Walcott’s ancestors were Africans brought to the Caribbean as slaves to work on sugar plantations; he has some Anglo-Saxon blood as well. Several generations later, Walcott grew up in an educated home, aware of his African heritage but thoroughly schooled in the English language and the British tradition dominating his tiny West Indian island. Walcott was in his early twenties when the Caribbean colonial outposts gained independence from Great Britain. As a child of the faded British Empire, he has often addressed the experience of colonialism in his poetry, an experience he describes as divisive.

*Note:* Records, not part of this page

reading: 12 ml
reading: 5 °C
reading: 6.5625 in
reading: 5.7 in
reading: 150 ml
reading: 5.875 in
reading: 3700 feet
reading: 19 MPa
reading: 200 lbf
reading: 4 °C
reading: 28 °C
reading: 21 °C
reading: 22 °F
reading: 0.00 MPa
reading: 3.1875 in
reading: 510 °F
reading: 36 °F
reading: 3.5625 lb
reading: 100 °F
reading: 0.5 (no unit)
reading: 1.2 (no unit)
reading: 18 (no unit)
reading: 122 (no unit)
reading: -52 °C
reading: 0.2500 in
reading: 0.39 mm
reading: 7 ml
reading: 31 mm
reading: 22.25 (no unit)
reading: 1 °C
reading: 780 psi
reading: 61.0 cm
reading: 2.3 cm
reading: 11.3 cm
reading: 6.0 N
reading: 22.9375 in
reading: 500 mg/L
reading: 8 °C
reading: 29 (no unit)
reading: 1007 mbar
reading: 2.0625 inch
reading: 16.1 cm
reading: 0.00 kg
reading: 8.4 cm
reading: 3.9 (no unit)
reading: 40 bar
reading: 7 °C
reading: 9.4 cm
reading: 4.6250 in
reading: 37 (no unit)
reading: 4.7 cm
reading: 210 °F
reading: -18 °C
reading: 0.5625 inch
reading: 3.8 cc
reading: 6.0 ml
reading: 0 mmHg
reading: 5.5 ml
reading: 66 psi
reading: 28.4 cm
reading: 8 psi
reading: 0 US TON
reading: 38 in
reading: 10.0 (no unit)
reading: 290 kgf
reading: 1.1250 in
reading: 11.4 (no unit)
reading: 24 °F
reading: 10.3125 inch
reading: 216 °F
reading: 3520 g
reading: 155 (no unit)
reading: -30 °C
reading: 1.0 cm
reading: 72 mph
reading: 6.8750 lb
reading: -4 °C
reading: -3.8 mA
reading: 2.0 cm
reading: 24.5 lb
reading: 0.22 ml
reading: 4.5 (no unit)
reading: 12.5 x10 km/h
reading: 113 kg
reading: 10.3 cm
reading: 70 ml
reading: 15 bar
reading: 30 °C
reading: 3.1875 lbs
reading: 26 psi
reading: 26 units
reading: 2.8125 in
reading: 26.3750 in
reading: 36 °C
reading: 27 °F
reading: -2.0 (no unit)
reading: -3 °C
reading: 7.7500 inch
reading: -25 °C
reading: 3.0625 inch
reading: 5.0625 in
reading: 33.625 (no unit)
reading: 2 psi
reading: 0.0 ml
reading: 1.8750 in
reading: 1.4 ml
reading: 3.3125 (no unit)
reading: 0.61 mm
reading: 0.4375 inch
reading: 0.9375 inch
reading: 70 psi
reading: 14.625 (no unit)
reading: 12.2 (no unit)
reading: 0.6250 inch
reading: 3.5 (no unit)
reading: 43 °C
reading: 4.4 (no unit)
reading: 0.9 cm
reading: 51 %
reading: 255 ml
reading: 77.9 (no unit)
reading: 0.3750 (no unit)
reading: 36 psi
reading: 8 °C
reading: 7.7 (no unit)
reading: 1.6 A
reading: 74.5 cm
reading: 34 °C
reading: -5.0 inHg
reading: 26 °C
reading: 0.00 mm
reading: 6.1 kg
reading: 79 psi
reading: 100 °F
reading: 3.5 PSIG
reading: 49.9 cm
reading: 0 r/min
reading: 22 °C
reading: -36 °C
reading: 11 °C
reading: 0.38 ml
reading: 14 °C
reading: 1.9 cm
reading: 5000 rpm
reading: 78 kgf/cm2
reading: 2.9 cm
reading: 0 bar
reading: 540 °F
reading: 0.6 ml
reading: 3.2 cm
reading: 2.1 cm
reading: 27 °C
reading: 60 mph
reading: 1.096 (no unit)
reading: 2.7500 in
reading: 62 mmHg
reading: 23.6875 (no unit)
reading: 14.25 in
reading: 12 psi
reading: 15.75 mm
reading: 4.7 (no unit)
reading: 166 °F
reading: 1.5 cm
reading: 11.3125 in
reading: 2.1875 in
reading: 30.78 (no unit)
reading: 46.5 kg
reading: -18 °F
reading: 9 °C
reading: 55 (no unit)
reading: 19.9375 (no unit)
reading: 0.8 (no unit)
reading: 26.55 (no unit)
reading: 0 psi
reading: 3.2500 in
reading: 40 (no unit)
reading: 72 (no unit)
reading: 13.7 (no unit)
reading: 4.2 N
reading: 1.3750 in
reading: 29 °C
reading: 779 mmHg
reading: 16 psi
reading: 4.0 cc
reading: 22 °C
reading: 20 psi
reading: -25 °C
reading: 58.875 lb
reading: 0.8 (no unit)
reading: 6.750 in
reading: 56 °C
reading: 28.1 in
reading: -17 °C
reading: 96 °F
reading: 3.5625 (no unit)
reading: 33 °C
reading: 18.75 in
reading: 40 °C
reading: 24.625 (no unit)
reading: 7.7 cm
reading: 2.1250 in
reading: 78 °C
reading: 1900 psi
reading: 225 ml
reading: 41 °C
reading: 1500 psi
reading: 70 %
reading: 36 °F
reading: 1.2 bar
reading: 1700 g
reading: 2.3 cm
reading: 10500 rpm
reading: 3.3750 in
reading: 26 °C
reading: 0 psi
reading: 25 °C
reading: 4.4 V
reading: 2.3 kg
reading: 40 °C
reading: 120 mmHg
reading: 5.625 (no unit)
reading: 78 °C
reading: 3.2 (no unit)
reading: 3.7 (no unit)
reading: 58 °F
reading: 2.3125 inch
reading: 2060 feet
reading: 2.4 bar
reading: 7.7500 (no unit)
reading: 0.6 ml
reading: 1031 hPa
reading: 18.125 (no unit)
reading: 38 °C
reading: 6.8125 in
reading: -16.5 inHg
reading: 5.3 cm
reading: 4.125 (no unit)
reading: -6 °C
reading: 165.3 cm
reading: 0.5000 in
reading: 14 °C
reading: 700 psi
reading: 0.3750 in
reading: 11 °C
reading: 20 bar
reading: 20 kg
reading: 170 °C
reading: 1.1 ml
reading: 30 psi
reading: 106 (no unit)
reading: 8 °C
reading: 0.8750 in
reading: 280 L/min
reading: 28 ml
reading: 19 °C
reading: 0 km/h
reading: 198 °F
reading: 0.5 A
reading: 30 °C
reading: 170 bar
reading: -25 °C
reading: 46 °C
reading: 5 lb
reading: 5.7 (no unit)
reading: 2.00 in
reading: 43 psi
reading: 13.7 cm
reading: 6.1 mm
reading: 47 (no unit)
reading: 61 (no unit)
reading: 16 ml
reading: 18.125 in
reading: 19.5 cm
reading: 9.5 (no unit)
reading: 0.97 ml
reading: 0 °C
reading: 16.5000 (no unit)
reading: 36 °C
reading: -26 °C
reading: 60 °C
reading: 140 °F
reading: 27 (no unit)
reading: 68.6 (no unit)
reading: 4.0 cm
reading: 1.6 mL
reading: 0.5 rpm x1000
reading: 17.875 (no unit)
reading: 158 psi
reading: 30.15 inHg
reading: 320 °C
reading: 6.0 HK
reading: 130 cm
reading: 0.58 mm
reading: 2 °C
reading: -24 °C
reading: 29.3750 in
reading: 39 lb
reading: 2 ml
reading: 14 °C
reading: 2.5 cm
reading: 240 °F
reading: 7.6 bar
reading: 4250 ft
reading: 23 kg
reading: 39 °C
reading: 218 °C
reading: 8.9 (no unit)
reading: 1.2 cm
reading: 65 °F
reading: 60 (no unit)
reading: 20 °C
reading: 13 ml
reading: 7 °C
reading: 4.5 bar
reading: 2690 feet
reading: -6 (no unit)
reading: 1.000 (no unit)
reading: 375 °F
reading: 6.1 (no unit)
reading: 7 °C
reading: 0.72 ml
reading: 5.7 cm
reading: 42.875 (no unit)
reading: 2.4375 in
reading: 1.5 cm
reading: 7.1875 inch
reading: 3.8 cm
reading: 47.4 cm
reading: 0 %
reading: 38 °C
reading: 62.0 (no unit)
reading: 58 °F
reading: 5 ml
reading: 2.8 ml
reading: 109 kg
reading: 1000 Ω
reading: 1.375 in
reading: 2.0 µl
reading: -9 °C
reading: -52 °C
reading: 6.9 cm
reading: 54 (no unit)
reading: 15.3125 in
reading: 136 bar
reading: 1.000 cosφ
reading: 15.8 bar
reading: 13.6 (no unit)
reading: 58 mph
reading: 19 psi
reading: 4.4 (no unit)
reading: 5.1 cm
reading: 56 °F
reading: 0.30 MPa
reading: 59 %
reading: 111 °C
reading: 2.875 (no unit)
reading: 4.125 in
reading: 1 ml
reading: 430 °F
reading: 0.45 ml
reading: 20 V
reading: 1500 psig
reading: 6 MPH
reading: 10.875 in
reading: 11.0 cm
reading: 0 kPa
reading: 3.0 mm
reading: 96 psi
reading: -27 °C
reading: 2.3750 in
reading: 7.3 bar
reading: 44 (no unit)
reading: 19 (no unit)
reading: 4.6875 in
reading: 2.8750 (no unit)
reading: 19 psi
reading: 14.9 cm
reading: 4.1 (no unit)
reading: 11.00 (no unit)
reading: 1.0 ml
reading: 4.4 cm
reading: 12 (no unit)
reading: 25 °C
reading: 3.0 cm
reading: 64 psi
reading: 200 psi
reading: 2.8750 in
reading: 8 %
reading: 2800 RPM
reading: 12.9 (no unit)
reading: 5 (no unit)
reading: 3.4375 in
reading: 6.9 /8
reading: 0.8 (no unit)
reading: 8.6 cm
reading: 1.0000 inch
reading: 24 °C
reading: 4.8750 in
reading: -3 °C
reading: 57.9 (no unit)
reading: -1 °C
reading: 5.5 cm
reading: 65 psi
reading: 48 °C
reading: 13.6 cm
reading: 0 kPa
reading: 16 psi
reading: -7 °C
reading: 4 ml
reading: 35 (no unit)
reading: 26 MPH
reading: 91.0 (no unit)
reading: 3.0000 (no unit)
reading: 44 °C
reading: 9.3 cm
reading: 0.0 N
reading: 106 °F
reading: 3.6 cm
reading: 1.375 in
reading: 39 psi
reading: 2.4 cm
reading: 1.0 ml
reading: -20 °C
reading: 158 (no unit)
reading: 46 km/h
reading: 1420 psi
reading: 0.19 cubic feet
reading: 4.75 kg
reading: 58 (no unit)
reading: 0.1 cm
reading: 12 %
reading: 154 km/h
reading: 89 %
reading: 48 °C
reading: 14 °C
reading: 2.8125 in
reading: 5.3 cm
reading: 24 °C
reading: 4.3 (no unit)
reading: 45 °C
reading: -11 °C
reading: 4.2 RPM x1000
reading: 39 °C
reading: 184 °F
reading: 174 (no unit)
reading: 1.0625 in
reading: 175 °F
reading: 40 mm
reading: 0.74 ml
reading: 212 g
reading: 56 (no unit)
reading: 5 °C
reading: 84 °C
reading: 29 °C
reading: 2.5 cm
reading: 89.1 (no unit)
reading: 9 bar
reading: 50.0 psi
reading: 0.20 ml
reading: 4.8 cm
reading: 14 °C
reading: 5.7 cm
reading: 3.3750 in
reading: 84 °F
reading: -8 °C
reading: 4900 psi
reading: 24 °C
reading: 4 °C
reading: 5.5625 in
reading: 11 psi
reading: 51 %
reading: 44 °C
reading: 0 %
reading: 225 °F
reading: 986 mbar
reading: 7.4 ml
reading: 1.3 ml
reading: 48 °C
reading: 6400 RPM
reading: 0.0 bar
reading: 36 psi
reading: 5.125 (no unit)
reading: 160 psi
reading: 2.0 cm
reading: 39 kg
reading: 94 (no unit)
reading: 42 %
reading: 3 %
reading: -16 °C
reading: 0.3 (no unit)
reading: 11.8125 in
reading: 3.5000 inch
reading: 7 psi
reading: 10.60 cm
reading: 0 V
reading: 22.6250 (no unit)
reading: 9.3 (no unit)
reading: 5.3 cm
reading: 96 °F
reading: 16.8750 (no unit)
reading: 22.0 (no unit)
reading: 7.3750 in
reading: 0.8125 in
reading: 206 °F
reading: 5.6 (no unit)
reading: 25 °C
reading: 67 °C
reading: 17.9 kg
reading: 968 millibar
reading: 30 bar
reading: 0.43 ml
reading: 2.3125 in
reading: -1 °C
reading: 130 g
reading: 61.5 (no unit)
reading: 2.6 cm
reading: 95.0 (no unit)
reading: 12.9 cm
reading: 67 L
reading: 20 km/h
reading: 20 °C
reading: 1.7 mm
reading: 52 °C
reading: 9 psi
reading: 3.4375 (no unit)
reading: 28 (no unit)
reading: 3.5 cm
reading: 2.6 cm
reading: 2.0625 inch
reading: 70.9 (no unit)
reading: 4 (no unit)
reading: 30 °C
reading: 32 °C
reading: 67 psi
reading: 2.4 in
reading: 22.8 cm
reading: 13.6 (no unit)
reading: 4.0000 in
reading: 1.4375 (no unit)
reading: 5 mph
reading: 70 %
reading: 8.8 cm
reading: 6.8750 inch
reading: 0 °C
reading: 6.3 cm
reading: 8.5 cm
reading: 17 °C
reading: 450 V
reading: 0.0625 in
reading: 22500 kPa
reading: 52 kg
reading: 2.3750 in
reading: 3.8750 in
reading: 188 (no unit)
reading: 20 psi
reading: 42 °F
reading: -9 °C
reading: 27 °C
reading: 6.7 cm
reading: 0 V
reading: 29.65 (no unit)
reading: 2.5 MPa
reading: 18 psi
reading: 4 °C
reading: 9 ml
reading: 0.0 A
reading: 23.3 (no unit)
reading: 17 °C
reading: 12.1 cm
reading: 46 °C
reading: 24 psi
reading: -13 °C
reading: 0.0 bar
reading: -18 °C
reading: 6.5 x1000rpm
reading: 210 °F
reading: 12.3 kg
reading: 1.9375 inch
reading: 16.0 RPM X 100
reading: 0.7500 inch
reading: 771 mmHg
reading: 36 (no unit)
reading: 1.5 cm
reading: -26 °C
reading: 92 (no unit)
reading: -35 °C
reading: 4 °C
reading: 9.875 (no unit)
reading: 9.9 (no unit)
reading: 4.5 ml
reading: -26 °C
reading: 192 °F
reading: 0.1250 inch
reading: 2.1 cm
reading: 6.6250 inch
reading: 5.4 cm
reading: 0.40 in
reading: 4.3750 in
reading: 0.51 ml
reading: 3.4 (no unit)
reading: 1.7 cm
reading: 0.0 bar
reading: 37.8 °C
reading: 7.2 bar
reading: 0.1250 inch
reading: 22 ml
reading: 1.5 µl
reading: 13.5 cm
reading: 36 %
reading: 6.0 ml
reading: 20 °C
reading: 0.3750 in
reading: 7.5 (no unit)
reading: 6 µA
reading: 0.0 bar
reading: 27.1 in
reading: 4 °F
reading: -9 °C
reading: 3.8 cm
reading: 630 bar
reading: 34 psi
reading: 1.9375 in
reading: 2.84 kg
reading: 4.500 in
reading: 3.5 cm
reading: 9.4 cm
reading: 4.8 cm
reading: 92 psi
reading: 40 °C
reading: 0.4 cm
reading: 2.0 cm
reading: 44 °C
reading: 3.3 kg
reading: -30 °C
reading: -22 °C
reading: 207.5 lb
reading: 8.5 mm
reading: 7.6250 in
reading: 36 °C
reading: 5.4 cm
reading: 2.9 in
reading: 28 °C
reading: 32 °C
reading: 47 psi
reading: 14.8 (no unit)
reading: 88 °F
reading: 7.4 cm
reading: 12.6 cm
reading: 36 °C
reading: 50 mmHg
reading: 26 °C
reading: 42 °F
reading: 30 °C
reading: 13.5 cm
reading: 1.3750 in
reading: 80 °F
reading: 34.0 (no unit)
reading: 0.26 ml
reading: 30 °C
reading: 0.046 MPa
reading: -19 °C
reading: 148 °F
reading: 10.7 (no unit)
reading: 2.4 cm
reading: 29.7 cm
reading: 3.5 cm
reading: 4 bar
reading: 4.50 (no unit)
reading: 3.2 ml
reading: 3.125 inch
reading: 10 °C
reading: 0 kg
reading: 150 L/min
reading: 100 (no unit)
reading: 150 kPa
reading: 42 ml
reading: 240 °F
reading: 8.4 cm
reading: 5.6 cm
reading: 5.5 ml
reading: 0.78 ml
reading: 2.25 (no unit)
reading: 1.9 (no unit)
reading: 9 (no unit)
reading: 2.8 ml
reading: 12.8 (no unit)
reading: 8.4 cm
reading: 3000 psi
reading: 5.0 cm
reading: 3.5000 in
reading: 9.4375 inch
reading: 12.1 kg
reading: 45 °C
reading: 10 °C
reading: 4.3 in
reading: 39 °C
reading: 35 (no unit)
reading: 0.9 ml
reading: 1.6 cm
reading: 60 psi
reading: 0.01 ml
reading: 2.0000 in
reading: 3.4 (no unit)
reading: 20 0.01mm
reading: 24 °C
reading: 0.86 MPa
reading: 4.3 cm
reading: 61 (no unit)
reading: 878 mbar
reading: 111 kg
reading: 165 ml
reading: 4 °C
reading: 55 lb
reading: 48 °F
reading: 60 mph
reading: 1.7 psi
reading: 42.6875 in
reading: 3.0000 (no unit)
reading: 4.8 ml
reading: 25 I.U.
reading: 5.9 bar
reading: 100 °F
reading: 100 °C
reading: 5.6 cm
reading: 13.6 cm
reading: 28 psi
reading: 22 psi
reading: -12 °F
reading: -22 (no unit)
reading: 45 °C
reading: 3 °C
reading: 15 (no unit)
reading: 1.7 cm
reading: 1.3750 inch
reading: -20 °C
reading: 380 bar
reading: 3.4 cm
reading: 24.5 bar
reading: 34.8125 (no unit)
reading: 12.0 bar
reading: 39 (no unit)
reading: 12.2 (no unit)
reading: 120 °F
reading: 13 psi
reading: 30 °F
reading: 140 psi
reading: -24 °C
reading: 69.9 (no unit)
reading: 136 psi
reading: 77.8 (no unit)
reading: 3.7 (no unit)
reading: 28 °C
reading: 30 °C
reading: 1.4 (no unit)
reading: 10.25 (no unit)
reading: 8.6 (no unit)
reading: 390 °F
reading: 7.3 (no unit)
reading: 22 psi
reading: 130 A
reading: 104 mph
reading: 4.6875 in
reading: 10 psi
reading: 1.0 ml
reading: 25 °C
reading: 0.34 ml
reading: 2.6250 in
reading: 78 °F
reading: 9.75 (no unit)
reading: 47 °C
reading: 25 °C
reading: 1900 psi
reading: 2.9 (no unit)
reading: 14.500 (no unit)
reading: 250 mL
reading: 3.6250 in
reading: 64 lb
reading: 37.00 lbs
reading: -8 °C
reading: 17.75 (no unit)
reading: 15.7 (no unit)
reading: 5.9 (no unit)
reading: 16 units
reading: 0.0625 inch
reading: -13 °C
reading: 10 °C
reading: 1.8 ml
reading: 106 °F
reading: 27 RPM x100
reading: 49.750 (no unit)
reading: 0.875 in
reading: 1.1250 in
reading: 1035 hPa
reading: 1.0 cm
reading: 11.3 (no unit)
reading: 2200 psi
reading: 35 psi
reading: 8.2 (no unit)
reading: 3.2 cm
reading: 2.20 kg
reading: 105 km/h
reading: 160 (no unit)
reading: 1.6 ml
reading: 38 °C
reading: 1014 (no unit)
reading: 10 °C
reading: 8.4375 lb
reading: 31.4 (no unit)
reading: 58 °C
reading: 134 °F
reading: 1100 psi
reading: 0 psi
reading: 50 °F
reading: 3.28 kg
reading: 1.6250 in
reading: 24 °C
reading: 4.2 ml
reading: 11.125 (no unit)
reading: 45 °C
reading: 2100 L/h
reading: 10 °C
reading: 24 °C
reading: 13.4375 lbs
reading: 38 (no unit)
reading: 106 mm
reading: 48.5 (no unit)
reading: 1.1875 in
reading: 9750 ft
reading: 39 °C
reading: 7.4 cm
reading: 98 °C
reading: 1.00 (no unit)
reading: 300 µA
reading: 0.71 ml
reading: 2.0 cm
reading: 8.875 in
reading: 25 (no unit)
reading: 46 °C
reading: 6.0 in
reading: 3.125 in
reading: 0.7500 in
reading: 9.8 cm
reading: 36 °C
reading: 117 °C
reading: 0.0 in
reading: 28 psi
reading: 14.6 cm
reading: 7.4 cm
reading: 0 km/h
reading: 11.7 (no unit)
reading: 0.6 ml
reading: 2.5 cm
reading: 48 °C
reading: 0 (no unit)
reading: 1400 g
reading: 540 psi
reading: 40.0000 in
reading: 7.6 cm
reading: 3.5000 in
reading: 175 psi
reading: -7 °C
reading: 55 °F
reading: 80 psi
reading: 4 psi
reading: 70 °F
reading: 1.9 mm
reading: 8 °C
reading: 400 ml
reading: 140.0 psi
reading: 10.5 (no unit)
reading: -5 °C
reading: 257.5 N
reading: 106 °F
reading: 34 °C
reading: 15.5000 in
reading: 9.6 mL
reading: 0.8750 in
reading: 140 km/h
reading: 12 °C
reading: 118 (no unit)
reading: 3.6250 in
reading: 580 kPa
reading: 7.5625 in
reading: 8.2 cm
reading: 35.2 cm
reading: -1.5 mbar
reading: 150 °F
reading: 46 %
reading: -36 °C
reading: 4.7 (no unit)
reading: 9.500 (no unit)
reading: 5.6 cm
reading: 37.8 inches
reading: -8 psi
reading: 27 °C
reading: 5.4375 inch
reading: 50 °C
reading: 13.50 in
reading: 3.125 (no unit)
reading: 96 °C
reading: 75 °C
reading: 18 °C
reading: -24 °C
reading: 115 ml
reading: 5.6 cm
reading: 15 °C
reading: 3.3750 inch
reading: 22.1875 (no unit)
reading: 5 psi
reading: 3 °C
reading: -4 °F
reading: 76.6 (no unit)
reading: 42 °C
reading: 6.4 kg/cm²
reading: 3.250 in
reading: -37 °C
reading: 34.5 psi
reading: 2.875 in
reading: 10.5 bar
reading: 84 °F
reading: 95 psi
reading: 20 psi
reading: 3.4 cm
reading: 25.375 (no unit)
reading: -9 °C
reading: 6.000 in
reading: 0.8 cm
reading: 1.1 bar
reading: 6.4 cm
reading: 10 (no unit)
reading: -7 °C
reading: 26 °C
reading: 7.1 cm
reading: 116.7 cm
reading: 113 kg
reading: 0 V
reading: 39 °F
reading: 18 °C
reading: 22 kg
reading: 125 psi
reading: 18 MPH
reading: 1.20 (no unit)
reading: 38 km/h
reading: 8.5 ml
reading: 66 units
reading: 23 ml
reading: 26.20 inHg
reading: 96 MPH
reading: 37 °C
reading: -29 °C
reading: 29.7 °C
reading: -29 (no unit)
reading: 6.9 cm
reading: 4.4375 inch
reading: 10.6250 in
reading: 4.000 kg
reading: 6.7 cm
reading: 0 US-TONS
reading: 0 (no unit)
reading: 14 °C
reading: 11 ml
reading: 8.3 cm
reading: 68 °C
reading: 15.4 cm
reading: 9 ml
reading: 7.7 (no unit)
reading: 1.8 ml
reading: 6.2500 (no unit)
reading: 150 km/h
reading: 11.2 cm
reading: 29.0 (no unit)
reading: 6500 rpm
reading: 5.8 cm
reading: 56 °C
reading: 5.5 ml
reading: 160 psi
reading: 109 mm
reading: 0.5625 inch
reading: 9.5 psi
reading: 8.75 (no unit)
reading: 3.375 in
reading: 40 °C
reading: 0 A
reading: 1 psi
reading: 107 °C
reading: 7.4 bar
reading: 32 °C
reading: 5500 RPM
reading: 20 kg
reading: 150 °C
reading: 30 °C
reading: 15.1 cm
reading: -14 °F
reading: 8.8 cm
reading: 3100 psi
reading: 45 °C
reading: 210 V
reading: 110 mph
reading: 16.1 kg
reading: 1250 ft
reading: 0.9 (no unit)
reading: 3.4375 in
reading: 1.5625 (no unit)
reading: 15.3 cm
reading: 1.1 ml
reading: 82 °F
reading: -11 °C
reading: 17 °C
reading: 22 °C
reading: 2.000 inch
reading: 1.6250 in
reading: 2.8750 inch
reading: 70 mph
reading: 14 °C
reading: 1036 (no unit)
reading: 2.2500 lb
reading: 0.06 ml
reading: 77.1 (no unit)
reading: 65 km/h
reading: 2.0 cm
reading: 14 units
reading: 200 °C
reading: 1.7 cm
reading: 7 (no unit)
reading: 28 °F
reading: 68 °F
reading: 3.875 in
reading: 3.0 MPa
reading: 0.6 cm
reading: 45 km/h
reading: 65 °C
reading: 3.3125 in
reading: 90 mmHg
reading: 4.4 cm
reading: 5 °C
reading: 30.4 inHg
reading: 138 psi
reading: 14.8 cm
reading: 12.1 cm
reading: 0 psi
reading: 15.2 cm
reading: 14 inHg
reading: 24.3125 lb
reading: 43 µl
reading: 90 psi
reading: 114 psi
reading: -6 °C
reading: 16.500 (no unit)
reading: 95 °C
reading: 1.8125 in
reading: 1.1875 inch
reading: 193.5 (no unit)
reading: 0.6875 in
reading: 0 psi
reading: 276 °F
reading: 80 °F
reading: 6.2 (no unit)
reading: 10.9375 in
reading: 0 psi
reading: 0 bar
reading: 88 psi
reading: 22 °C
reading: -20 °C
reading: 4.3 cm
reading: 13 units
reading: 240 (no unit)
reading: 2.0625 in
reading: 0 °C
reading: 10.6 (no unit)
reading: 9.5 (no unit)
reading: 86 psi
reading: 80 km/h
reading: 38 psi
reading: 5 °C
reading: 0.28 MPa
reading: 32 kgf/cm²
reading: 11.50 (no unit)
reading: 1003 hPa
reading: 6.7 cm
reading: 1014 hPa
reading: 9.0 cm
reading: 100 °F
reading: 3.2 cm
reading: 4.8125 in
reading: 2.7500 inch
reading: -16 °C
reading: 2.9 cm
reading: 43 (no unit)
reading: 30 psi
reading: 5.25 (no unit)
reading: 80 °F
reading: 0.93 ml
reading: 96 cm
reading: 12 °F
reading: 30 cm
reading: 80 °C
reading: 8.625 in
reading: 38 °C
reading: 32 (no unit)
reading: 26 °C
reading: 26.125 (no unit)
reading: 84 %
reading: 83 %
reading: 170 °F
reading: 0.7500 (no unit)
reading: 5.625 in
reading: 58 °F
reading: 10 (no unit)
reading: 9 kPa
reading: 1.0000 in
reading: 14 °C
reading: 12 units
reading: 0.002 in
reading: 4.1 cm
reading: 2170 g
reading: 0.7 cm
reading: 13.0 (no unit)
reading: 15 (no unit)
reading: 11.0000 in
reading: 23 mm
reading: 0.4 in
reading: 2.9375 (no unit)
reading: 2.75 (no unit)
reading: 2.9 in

Yet, unlike many other postcolonial writers of non-Anglo-Saxon origin, he has never promoted a back-to-Africa movement as the panacea for this divisiveness or as a form of revenge for the injustice of British imperialism.

Ironically, long after “Goats and Monkeys” was written—it is one of Walcott’s early poems—postcolonial literary-political theorists discovered new meaning in Othello, and set out to read it as a racial document. Othello represents the innocent black man, seduced and corrupted by the temptress Desdemona, the white world. Seeking revenge on this white villain, whom he believes to be unfaithful, black Othello rejects her whiteness and destroys it.

Long working to overcome the divisions between black and white through art rather than through political revenge and rejection of his white heritage, Walcott in 1965 appears almost to have foreseen the revisionist reading of Othello and, in “Goats and Monkeys,” pre-answered and pre-disputed its claims from the 1980’s. Walcott concludes that black is no worse than white, that human nature possesses the capacity for cruelty no matter the color of skin. At first this may seem a simplistic way to approach the poem, but not when the first four stanzas are reconsidered in light of the final statement—“no more/ monstrous for being black.” These words redefine all that has preceded them and turn the old conception of black and white into a “comic agony” and a “mockery,” one that can only be taken “farcically.”